One professor lectured on the new, "cell phone induced ADD," threatening incoming college students and how it takes ten years of having new technology to comprehend socially appropriate use of that technology. And one has threatened to take the phones away, which reminds me of being in grade school. She said by the end of the year she has a collection and I'm not sure if the threat was real, but I feel like this new group of "cell phone induced ADD" kids would call the police. Another professor said that "every time the bell rings," unlike It's a Wonderful Life, we get five more questions added to a test. This is a more reasonable threat than confiscation because it (should) create a sense of community in which we each become accountable -- not because we don't want to be shamed, but because we don't want to make additional work for our classmates. Kind of like being in the Marines, but totally different.

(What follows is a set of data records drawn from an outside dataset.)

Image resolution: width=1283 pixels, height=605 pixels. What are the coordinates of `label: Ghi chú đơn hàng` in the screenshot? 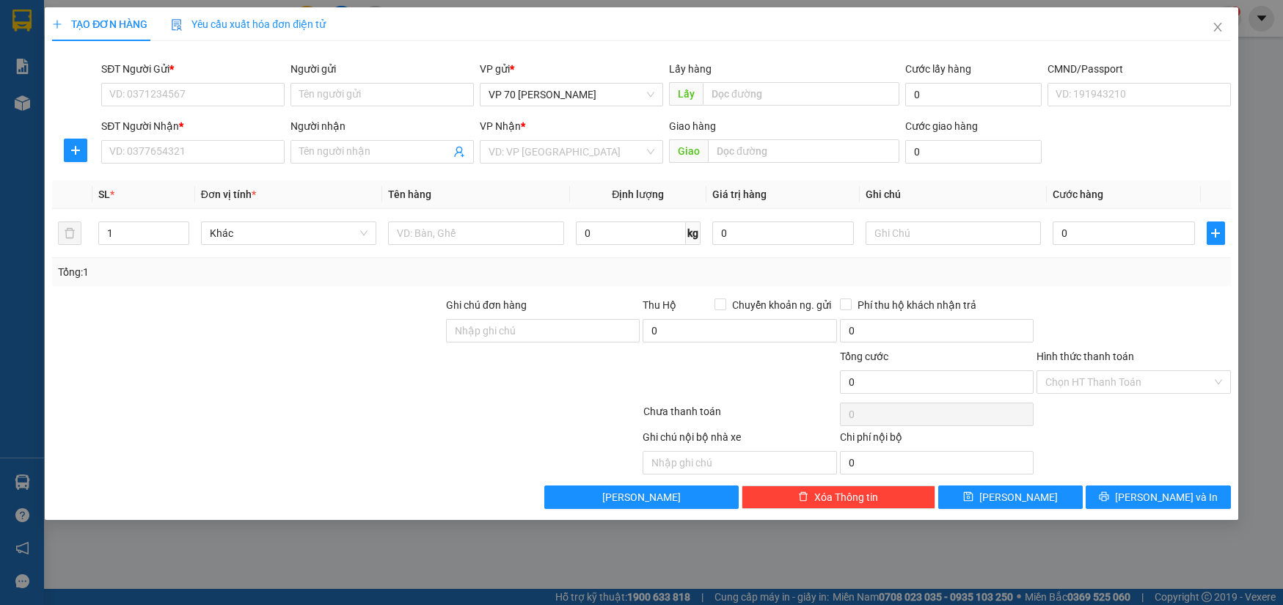 It's located at (486, 305). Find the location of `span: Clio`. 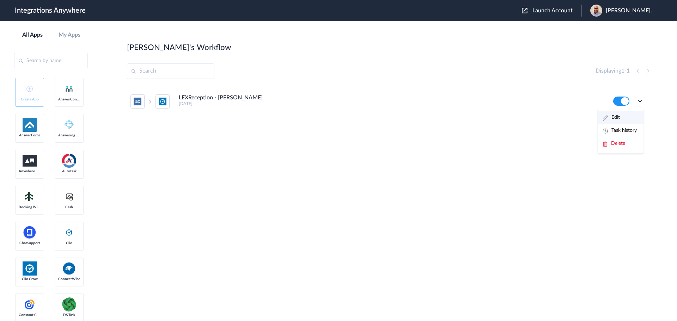

span: Clio is located at coordinates (69, 243).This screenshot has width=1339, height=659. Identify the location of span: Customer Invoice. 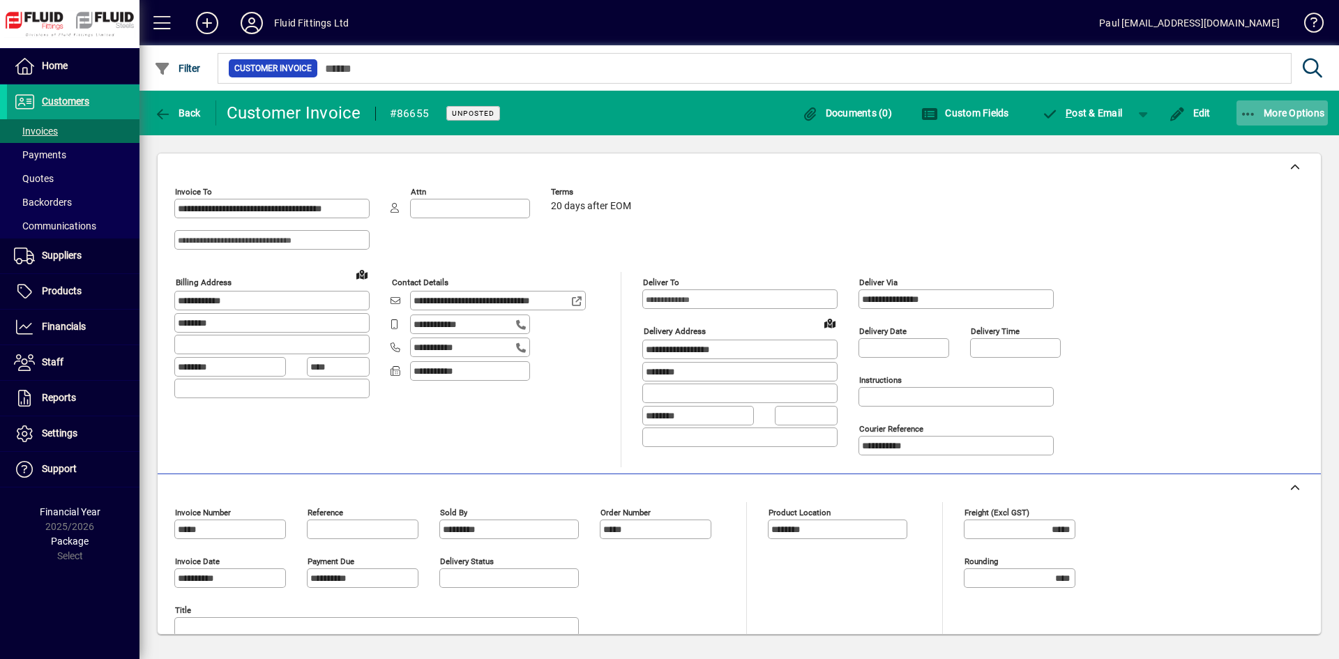
(273, 68).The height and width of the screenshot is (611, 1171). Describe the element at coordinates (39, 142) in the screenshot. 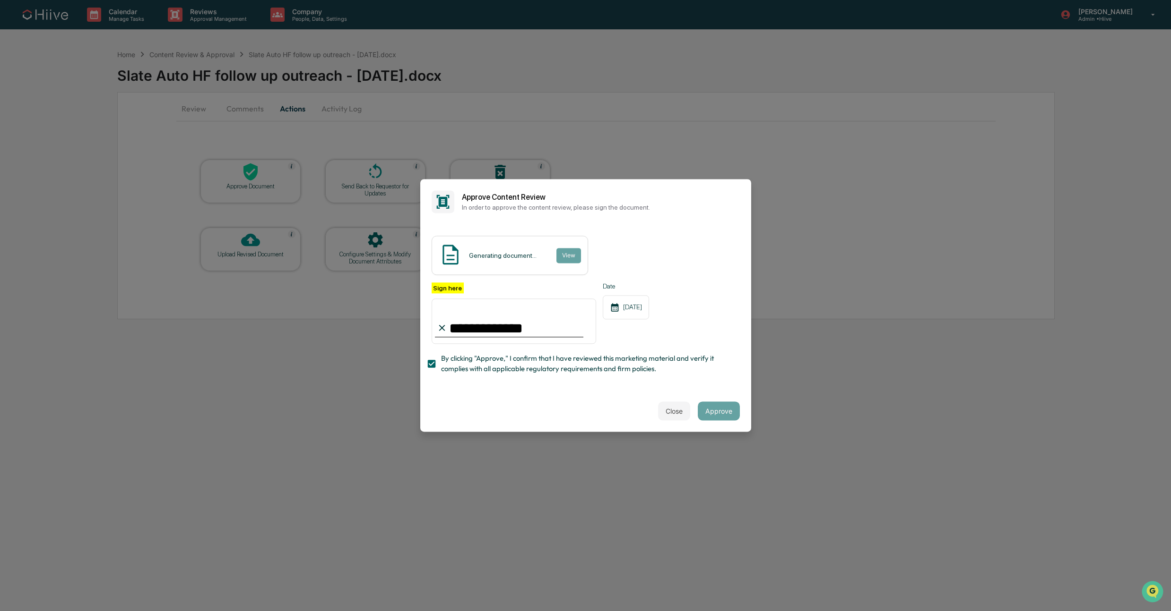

So professors do what they can, but where does being accountable and learning what is socially appropriate begin? I believe it should begin at home, long before the kid is given a cell phone. The, "Use of Your Cell Phone When You Have One," lesson would follow, "Don't Talk Back To Your Mother." The lesson should then evolve as the child grows and learns new modes of communication, so when she is practicing letters or drawing a hand-shaped turkey on Thanksgiving, the lesson would be "Cell Phone and Text Conversations Do Not Replace Face-to-Face Conversations." That way by the time she has a crush, she knows it's better to smile than text a smiley face.

From there, perhaps in third or fourth grade when they begin to learn cursive, the lesson should be, "Texting in Class is Not Appropriate," and this should be combined with the lesson, "No Speaking While the Teacher is Speaking," hopefully a repeat lesson. If these two lessons are combined, chances are the child will think of texting and speaking while the teacher speaks as being of similar offense in class. These types of lessons should be reinforced throughout a young child's educational career, so that by the time she does reach college, whether a junior college level or an ivy league, she understands that texting in class is not only rude, but also super inappropriate. That way, professors won't have to waste their time lecturing on something an eighteen-year-old should already know. And if all else fails, school budgets should include cell phone jamming technology, because at some point, fighting fire with fire may be our only hope.

Personally, when I sit down at a desk with old gum stuck under cheap wood, I am happy to turn off my cell phone. As a young woman with responsibilities, it's nice to slip away into academia and avoid the world. But I've had ten years to obsess over who is texting me, and an equal amount of time to realize it doesn't matter. At what point will this modern breed of student not need to update her Facebook account? When will she not care about who is thinking of her during class? When will she feel good simply being present? Will it take the ten years it took me? Or will the underlying need for instant and constant gratification finally be a positive thing and propel these new students onto the fast track for success?

Obviously, I don't have any answers, but I am contemplating buying a cell phone jammer just for fun.